Check your local commit log and ensure there isn't anything out-of-place
before pushing to mainline. When things like this happen, it wastes
everyone's time. I really don't need this in a week when real work™ is
busting my balls and I'm behind where I want to be with preparing for
MAME release.
Memory management in plib is now alignment-aware. All allocations
respect c++11 alignas. Selected classes like parray and aligned_vector
also provide hints (__builtin_assume_aligned) to g++ and clang.
The alignment optimizations have little impact on the current use cases.
They only become effective on bigger data processing.
What has a measurable impact is memory pooling. This speeds up netlist
games like breakout and pong by about 5%.
Tested with linux, macosx and windows cross builds. All features are
disabled since I can not rule out they may temporarily break more exotic
builds.
Set USE_MEMPOOL to 1 to try this (max 5% performance increase).

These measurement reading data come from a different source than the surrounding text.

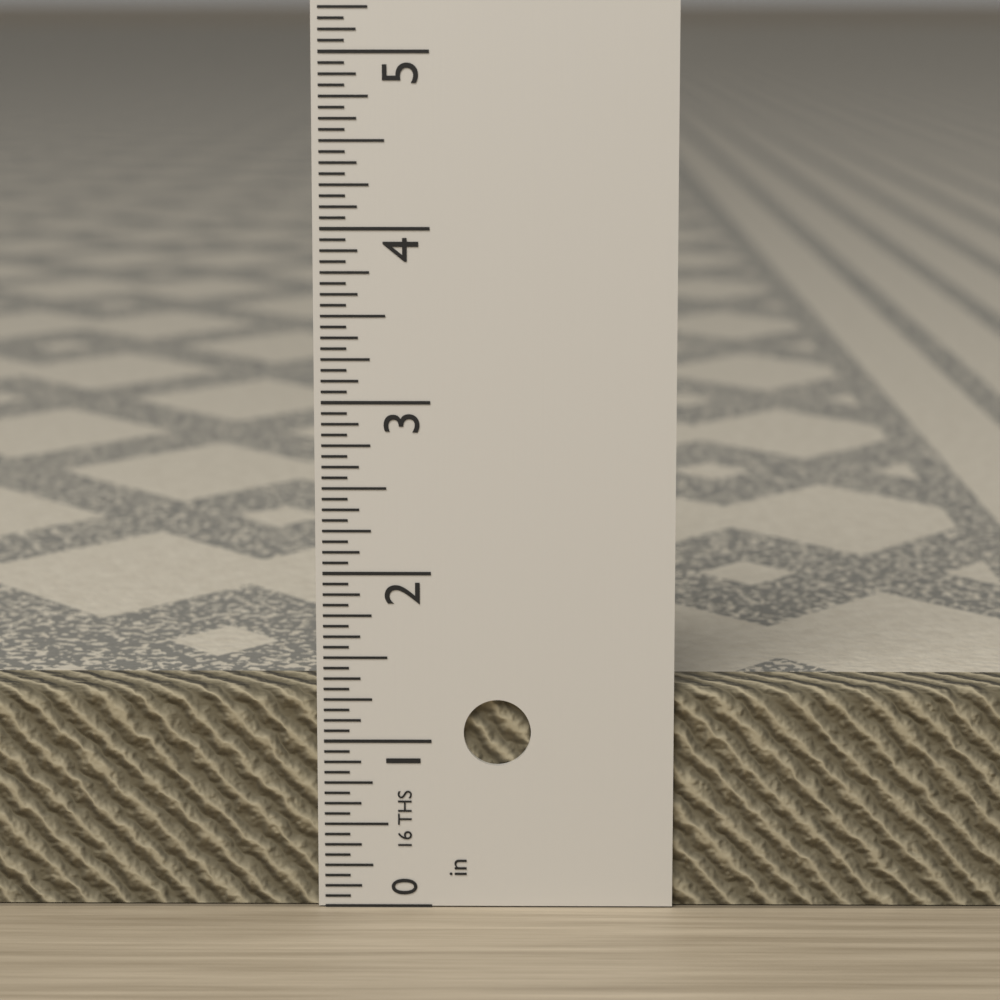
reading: 1.3125 in
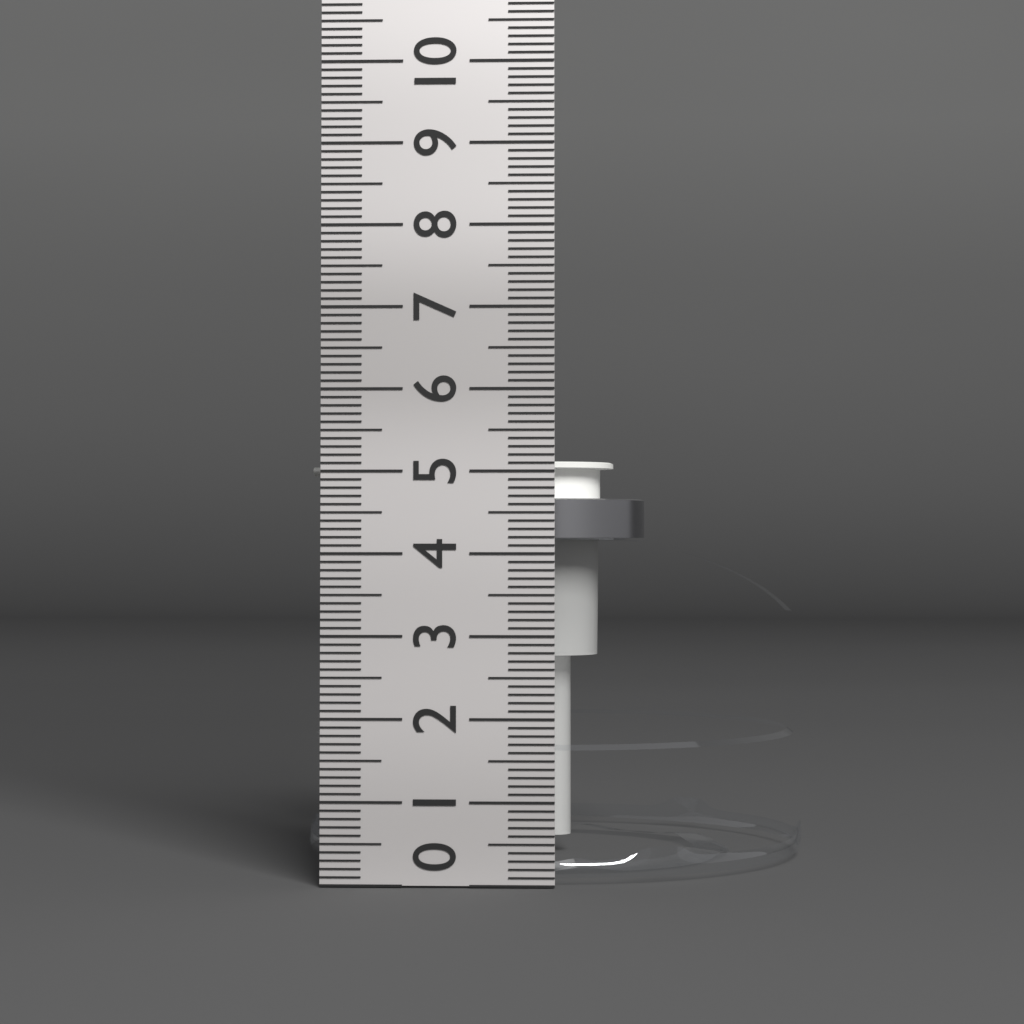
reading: 5.2 cm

For mingw, there is no alignment support. This triggers -Wattribute
errors which due to -Werror crash the build.
At least on macosx memory used by an object seems to be invalidated
before the dtor is executed. This of course is deadly for child objects
with references to the parent-in-deletion which may call back into the
parent.
One of the worst issues I had to fix. Ever. Lesson learnt: No tricks in
dtors. Never.
- convert macros to c++ code.
- order of device creation should not depend on std lib.
- some state saving cleanup.
- added support for clang-tidy to makefile.
- modifications triggered by clang-tidy-9.
- Removed dead code.
- nltool now adds a define NLTOOL_VERSION. This can be tested in
netlists. It is used in kidniki to ensure I stop committing
debug parameters.
- Optimized the proposal for no-deactivate hints.
- Documented in breakout that hints were manually optimized.
- Minor optimizations in the order of 2% enhancement.